Keeping Their Heads Down
Vital but dwindling Christians face many pressures
Stan Guthrie | posted 11/18/2002 12:00AM
Georges Hormis Sada was an air vice marshal in Saddam Hussein's military. By any standard, he was a success. His son became a doctor in the United Kingdom. His daughter is a teacher in Jordan. With a monthly salary of 1,000 Iraqi dinars—worth $3,300—he had a bank account worth over $3 million. "It was a great life," he says.
In a country that is 96 percent Muslim, Sada is a Presbyterian. Now retired, he is the president of the National Presbyterian Church in Baghdad and chairman of the Assembly of Evangelical Presbyterian Churches-Iraq.
Nearly two decades of war, crushing United Nations sanctions, and a regime willing to let its people suffer rather than comply with U.N. resolutions about its weapons programs have all contributed to the deaths of at least 1 million Iraqis. During this time, currency devaluation has shriveled Sada's bank account to the equivalent of $500.
Yet Sada, 62, deflects talk of leaving the country (although about one-third of the country's Christians emigrated during the 1990s). "We are praying very hard," Sada told Christianity Today by telephone during a visit to the United Kingdom. "We know that one day our Lord will make it better."
Fear factor
Marilyn Borst has made four visits to Iraq since 1998 as a missions catalyst at First Presbyterian Church in Houston and as a leader of Evangelicals for Middle East Understanding. She notes that three Presbyterian churches are in or next to the northern and southern no-fly zones patrolled by American and British pilots.
"I've heard the fighters there. I've heard the antiaircraft responses on the ground from the Iraqis. I've heard the air raid warnings," Borst said. "So there is a great deal of fear."
Saying they trust in God's providence, Iraq's Presbyterians are continuing with worship, Sunday school, and youth meetings inside their buildings. Christians say the Iraqi president makes inexpensive building materials available to churches, gives land, and has even provided pipe organs.
"Far from repressing Christianity, the government of Iraq supports a multiplicity of religious expression, seeing this as a way of providing balance," Borst said.
Some observers, however, think Saddam Hussein's support of Christian churches is partly propaganda and partly an effort to maintain allegiance to his military regime. Operation World notes, "Religious minorities have been favored by Saddam Hussein if they demonstrated loyalty."
Presbyterian missionaries came to Iraq in 1836. Iraq has five Presbyterian churches with an estimated 3,000 members. Iraqi Presbyterians, however, tally membership by numbers of families. The oldest church, in Mosul, founded in 1840, has just five to ten member families. National Presbyterian in Baghdad, founded in 1952, has more than 300 families. The Assyrian Presbyterian Church, Baghdad, founded in 1921, has 36 families. Kirkuk's National Presbyterian Church, founded in 1958, has 36 families. The only church in the south, National Presbyterian Church in Basra, established in 1940, has 32 families, down from 110.
According to tradition, in the first century the apostle Thomas evangelized the region we today call Iraq. An estimated 600,000 Christians live in the country of 22 million people. By far the largest group is the Chaldean Catholic Church, followed by the Assyrian Church of the East (called the Nestorians by some), the Syrian Orthodox Church, and the Armenian Apostolic Church.
Human rights questions
Despite relative freedom for Christians, the U.S. State Department designated Iraq as a "country of particular concern" in 1999, 2000, and 2001 for severe violations of religious freedom. The State Department says the regime, run by Sunni Muslims, "for decades has conducted a brutal campaign of murder, summary execution, arbitrary arrest, and protracted detention" against the majority Shi'a population. American officials estimate that government policies have killed at least 130,000 Iraqi civilians during Saddam Hussein's 23-year rule.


* [Task]: Using the entries below, copy out all lines where "pixels" is found.

Dataset entries:
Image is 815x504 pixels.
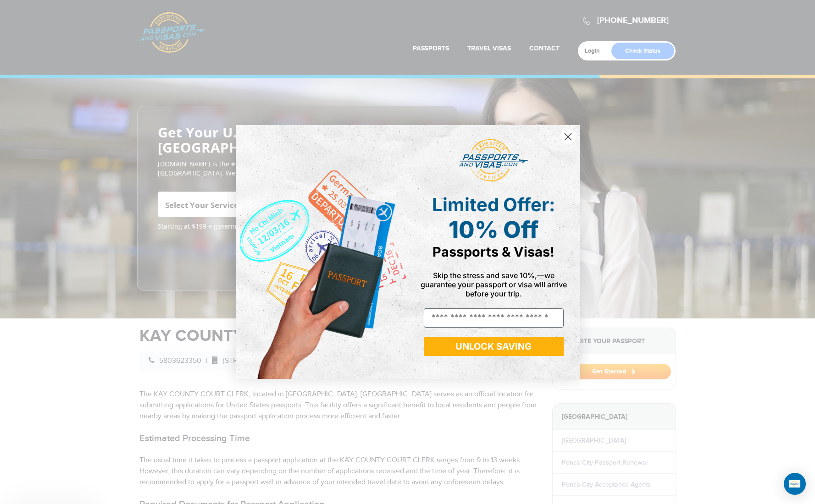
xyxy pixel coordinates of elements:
[424,337,564,357] button: UNLOCK SAVING
[784,473,806,496] div: Open Intercom Messenger
[432,244,555,260] span: Passports & Visas!
[432,193,555,216] span: Limited Offer:
[236,125,408,379] img: de9cda0d-0715-46ca-9a25-073762a91ba7.png
[421,271,567,299] span: Skip the stress and save 10%,—we guarantee your passport or visa will arrive before your trip.
[448,216,539,244] span: 10% Off
[459,139,527,182] img: passports and visas
[560,129,576,145] button: Close dialog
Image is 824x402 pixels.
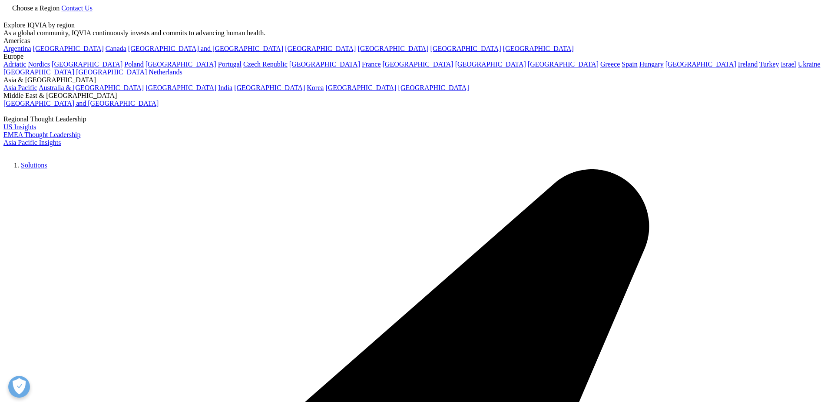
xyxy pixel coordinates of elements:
button: Open Preferences [8,376,30,397]
a: [GEOGRAPHIC_DATA] and [GEOGRAPHIC_DATA] [3,100,159,107]
a: [GEOGRAPHIC_DATA] [289,60,360,68]
a: Canada [106,45,126,52]
a: Netherlands [149,68,182,76]
a: Ireland [738,60,758,68]
a: Australia & [GEOGRAPHIC_DATA] [39,84,144,91]
a: [GEOGRAPHIC_DATA] [52,60,123,68]
a: [GEOGRAPHIC_DATA] [503,45,574,52]
a: [GEOGRAPHIC_DATA] [455,60,526,68]
a: EMEA Thought Leadership [3,131,80,138]
a: [GEOGRAPHIC_DATA] [285,45,356,52]
a: Asia Pacific [3,84,37,91]
div: Europe [3,53,821,60]
a: [GEOGRAPHIC_DATA] [3,68,74,76]
a: [GEOGRAPHIC_DATA] and [GEOGRAPHIC_DATA] [128,45,283,52]
a: [GEOGRAPHIC_DATA] [666,60,737,68]
a: [GEOGRAPHIC_DATA] [399,84,469,91]
div: Explore IQVIA by region [3,21,821,29]
a: Portugal [218,60,242,68]
a: Ukraine [798,60,821,68]
a: Contact Us [61,4,93,12]
div: Asia & [GEOGRAPHIC_DATA] [3,76,821,84]
a: [GEOGRAPHIC_DATA] [146,84,216,91]
div: As a global community, IQVIA continuously invests and commits to advancing human health. [3,29,821,37]
a: Israel [781,60,797,68]
a: Turkey [760,60,780,68]
a: Korea [307,84,324,91]
a: [GEOGRAPHIC_DATA] [234,84,305,91]
a: Asia Pacific Insights [3,139,61,146]
a: Solutions [21,161,47,169]
a: Greece [601,60,620,68]
a: Spain [622,60,638,68]
a: US Insights [3,123,36,130]
div: Regional Thought Leadership [3,115,821,123]
a: Poland [124,60,143,68]
a: [GEOGRAPHIC_DATA] [33,45,104,52]
a: Hungary [640,60,664,68]
a: [GEOGRAPHIC_DATA] [528,60,599,68]
a: [GEOGRAPHIC_DATA] [383,60,454,68]
div: Middle East & [GEOGRAPHIC_DATA] [3,92,821,100]
a: [GEOGRAPHIC_DATA] [146,60,216,68]
a: India [218,84,233,91]
a: Adriatic [3,60,26,68]
div: Americas [3,37,821,45]
a: [GEOGRAPHIC_DATA] [358,45,429,52]
a: Czech Republic [243,60,288,68]
a: Nordics [28,60,50,68]
a: France [362,60,381,68]
span: Choose a Region [12,4,60,12]
a: [GEOGRAPHIC_DATA] [76,68,147,76]
a: [GEOGRAPHIC_DATA] [431,45,502,52]
a: [GEOGRAPHIC_DATA] [326,84,396,91]
a: Argentina [3,45,31,52]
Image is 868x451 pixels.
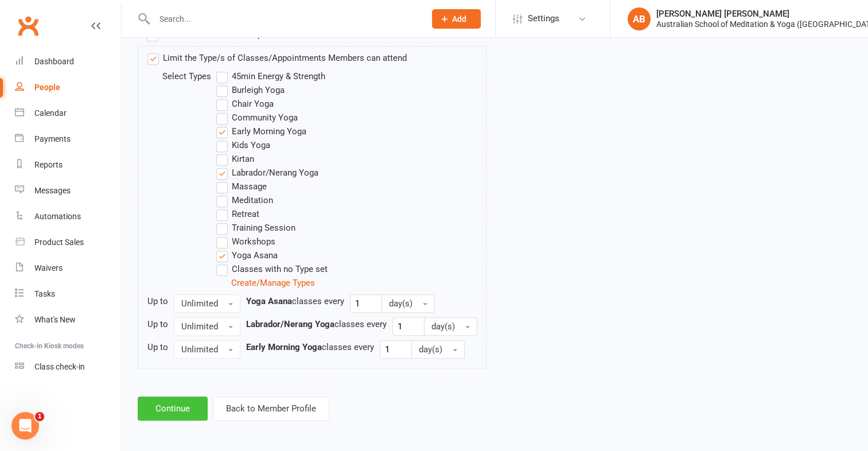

* [Result for this task]:
Image is 815x504 pixels.
Image is 824x402 pixels.
Image is 868x451 pixels.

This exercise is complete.